February 12, 201412 yr Forked from owncloud VM thread. When building a VM to share or run more than once there are a number of things that need dealt with. For instance SSH keys are typical created on first install of sshd (aka bad if lots of people have same) The purpose of this thread is to identify these and potentially come up with simple generic solutions: So far these come to mind (some may be covered by some virtual software): *SSH keys *SSL keys *All python usenet tools that have API keys e.g. sab, sickbeard etc *apt-cache or similar *bash history *virtual MAC
February 20, 201412 yr Author ... I generated a unique mac address. I would suggest that you generate a random mac address for yourself and not use the mac address configured in the package. Here's a perl script to generate a random mac address: #!/bin/bash perl -e 'printf "00:16:3E:%02X:%02X:%02X\n", rand 0xFF, rand 0xFF, rand 0xFF' ...
February 20, 201412 yr i think you can do something like this in the cfg file to give you a random mac address:- vif = [ 'mac=00:16:3e:XX:XX:XX,bridge=xenbr0' ] this should then give you a random mac address, disclaimer - untested as waiting on b4 personally i like to identify the machine via mac by including the ip address in the mac, so for me i use 192.168.1.0/24 network, and if i say allocated my vm an ip of 192.168.1.10 then i would change my mac to be 00:16:3e:00:01:10, just my own personal preferenace but i thought i would put it out there obviously this would not work if the ip for the vm is > 99 :-)
February 20, 201412 yr Author That might be a good approach at the OS and application level as well i.e. SSH keys get generated if they arent there on most distros. I would hope that apps that require an API key would do similar.
February 20, 201412 yr i think you can do something like this in the cfg file to give you a random mac address:- vif = [ 'mac=00:16:3e:XX:XX:XX,bridge=xenbr0' ] this should then give you a random mac address, disclaimer - untested as waiting on b4 personally i like to identify the machine via mac by including the ip address in the mac, so for me i use 192.168.1.0/24 network, and if i say allocated my vm an ip of 192.168.1.10 then i would change my mac to be 00:16:3e:00:01:10, just my own personal preferenace but i thought i would put it out there obviously this would not work if the ip for the vm is > 99 :-) If you are going to reserve an IP address with your router, you would want a fixed mac address for the VM. This method would generate a new mac address every time the VM was started. Once you generated a mac address though, you could then go back and change the .cfg file for the fixed mac address.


▸ **Task goal**
Reproduce the records precisely. Omit every picture.

▸ **Dataset entries**
****************

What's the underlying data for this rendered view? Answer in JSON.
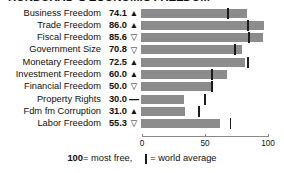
{
  "title": "HONDURAS 'S ECONOMIC FREEDOM",
  "footer": {
    "free_value": "100",
    "free_text": " = most free,",
    "avg_text": " = world average",
    "avg_icon": "vertical-tick-icon"
  },
  "axis": {
    "min": 0,
    "max": 100,
    "ticks": [
      0,
      50,
      100
    ],
    "tick_labels": [
      "0",
      "50",
      "100"
    ]
  },
  "colors": {
    "bar": "#8c8c8c",
    "average_tick": "#1c1c1c",
    "text": "#111111",
    "axis": "#8a8a8a",
    "background": "#ffffff"
  },
  "glyphs": {
    "up": "▲",
    "down": "▽",
    "flat": "—"
  },
  "chart_data": {
    "type": "bar",
    "title": "HONDURAS 'S ECONOMIC FREEDOM",
    "xlabel": "",
    "ylabel": "",
    "xlim": [
      0,
      100
    ],
    "grid": false,
    "orientation": "horizontal",
    "categories": [
      "Business Freedom",
      "Trade Freedom",
      "Fiscal Freedom",
      "Government Size",
      "Monetary Freedom",
      "Investment Freedom",
      "Financial Freedom",
      "Property Rights",
      "Fdm fm Corruption",
      "Labor Freedom"
    ],
    "values": [
      74.1,
      86.0,
      85.6,
      70.8,
      72.5,
      60.0,
      50.0,
      30.0,
      31.0,
      55.3
    ],
    "value_labels": [
      "74.1",
      "86.0",
      "85.6",
      "70.8",
      "72.5",
      "60.0",
      "50.0",
      "30.0",
      "31.0",
      "55.3"
    ],
    "trends": [
      "up",
      "up",
      "down",
      "down",
      "up",
      "up",
      "down",
      "flat",
      "up",
      "down"
    ],
    "world_average": [
      60.0,
      74.0,
      75.0,
      65.0,
      74.0,
      49.0,
      49.0,
      44.0,
      40.0,
      62.0
    ],
    "series": [
      {
        "name": "Score",
        "values": [
          74.1,
          86.0,
          85.6,
          70.8,
          72.5,
          60.0,
          50.0,
          30.0,
          31.0,
          55.3
        ]
      },
      {
        "name": "World average",
        "values": [
          60.0,
          74.0,
          75.0,
          65.0,
          74.0,
          49.0,
          49.0,
          44.0,
          40.0,
          62.0
        ]
      }
    ],
    "rows": [
      {
        "label": "Business Freedom",
        "value": 74.1,
        "value_label": "74.1",
        "trend": "up",
        "world_average": 60.0
      },
      {
        "label": "Trade Freedom",
        "value": 86.0,
        "value_label": "86.0",
        "trend": "up",
        "world_average": 74.0
      },
      {
        "label": "Fiscal Freedom",
        "value": 85.6,
        "value_label": "85.6",
        "trend": "down",
        "world_average": 75.0
      },
      {
        "label": "Government Size",
        "value": 70.8,
        "value_label": "70.8",
        "trend": "down",
        "world_average": 65.0
      },
      {
        "label": "Monetary Freedom",
        "value": 72.5,
        "value_label": "72.5",
        "trend": "up",
        "world_average": 74.0
      },
      {
        "label": "Investment Freedom",
        "value": 60.0,
        "value_label": "60.0",
        "trend": "up",
        "world_average": 49.0
      },
      {
        "label": "Financial Freedom",
        "value": 50.0,
        "value_label": "50.0",
        "trend": "down",
        "world_average": 49.0
      },
      {
        "label": "Property Rights",
        "value": 30.0,
        "value_label": "30.0",
        "trend": "flat",
        "world_average": 44.0
      },
      {
        "label": "Fdm fm Corruption",
        "value": 31.0,
        "value_label": "31.0",
        "trend": "up",
        "world_average": 40.0
      },
      {
        "label": "Labor Freedom",
        "value": 55.3,
        "value_label": "55.3",
        "trend": "down",
        "world_average": 62.0
      }
    ],
    "legend": [
      "100 = most free",
      "| = world average"
    ],
    "legend_position": "bottom"
  }
}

****************

▸ **Result below**
What's the underlying data for this rendered view? Answer in JSON.
{
  "title": "HONDURAS 'S ECONOMIC FREEDOM",
  "footer": {
    "free_value": "100",
    "free_text": " = most free,",
    "avg_text": " = world average",
    "avg_icon": "vertical-tick-icon"
  },
  "axis": {
    "min": 0,
    "max": 100,
    "ticks": [
      0,
      50,
      100
    ],
    "tick_labels": [
      "0",
      "50",
      "100"
    ]
  },
  "colors": {
    "bar": "#8c8c8c",
    "average_tick": "#1c1c1c",
    "text": "#111111",
    "axis": "#8a8a8a",
    "background": "#ffffff"
  },
  "glyphs": {
    "up": "▲",
    "down": "▽",
    "flat": "—"
  },
  "chart_data": {
    "type": "bar",
    "title": "HONDURAS 'S ECONOMIC FREEDOM",
    "xlabel": "",
    "ylabel": "",
    "xlim": [
      0,
      100
    ],
    "grid": false,
    "orientation": "horizontal",
    "categories": [
      "Business Freedom",
      "Trade Freedom",
      "Fiscal Freedom",
      "Government Size",
      "Monetary Freedom",
      "Investment Freedom",
      "Financial Freedom",
      "Property Rights",
      "Fdm fm Corruption",
      "Labor Freedom"
    ],
    "values": [
      74.1,
      86.0,
      85.6,
      70.8,
      72.5,
      60.0,
      50.0,
      30.0,
      31.0,
      55.3
    ],
    "value_labels": [
      "74.1",
      "86.0",
      "85.6",
      "70.8",
      "72.5",
      "60.0",
      "50.0",
      "30.0",
      "31.0",
      "55.3"
    ],
    "trends": [
      "up",
      "up",
      "down",
      "down",
      "up",
      "up",
      "down",
      "flat",
      "up",
      "down"
    ],
    "world_average": [
      60.0,
      74.0,
      75.0,
      65.0,
      74.0,
      49.0,
      49.0,
      44.0,
      40.0,
      62.0
    ],
    "series": [
      {
        "name": "Score",
        "values": [
          74.1,
          86.0,
          85.6,
          70.8,
          72.5,
          60.0,
          50.0,
          30.0,
          31.0,
          55.3
        ]
      },
      {
        "name": "World average",
        "values": [
          60.0,
          74.0,
          75.0,
          65.0,
          74.0,
          49.0,
          49.0,
          44.0,
          40.0,
          62.0
        ]
      }
    ],
    "rows": [
      {
        "label": "Business Freedom",
        "value": 74.1,
        "value_label": "74.1",
        "trend": "up",
        "world_average": 60.0
      },
      {
        "label": "Trade Freedom",
        "value": 86.0,
        "value_label": "86.0",
        "trend": "up",
        "world_average": 74.0
      },
      {
        "label": "Fiscal Freedom",
        "value": 85.6,
        "value_label": "85.6",
        "trend": "down",
        "world_average": 75.0
      },
      {
        "label": "Government Size",
        "value": 70.8,
        "value_label": "70.8",
        "trend": "down",
        "world_average": 65.0
      },
      {
        "label": "Monetary Freedom",
        "value": 72.5,
        "value_label": "72.5",
        "trend": "up",
        "world_average": 74.0
      },
      {
        "label": "Investment Freedom",
        "value": 60.0,
        "value_label": "60.0",
        "trend": "up",
        "world_average": 49.0
      },
      {
        "label": "Financial Freedom",
        "value": 50.0,
        "value_label": "50.0",
        "trend": "down",
        "world_average": 49.0
      },
      {
        "label": "Property Rights",
        "value": 30.0,
        "value_label": "30.0",
        "trend": "flat",
        "world_average": 44.0
      },
      {
        "label": "Fdm fm Corruption",
        "value": 31.0,
        "value_label": "31.0",
        "trend": "up",
        "world_average": 40.0
      },
      {
        "label": "Labor Freedom",
        "value": 55.3,
        "value_label": "55.3",
        "trend": "down",
        "world_average": 62.0
      }
    ],
    "legend": [
      "100 = most free",
      "| = world average"
    ],
    "legend_position": "bottom"
  }
}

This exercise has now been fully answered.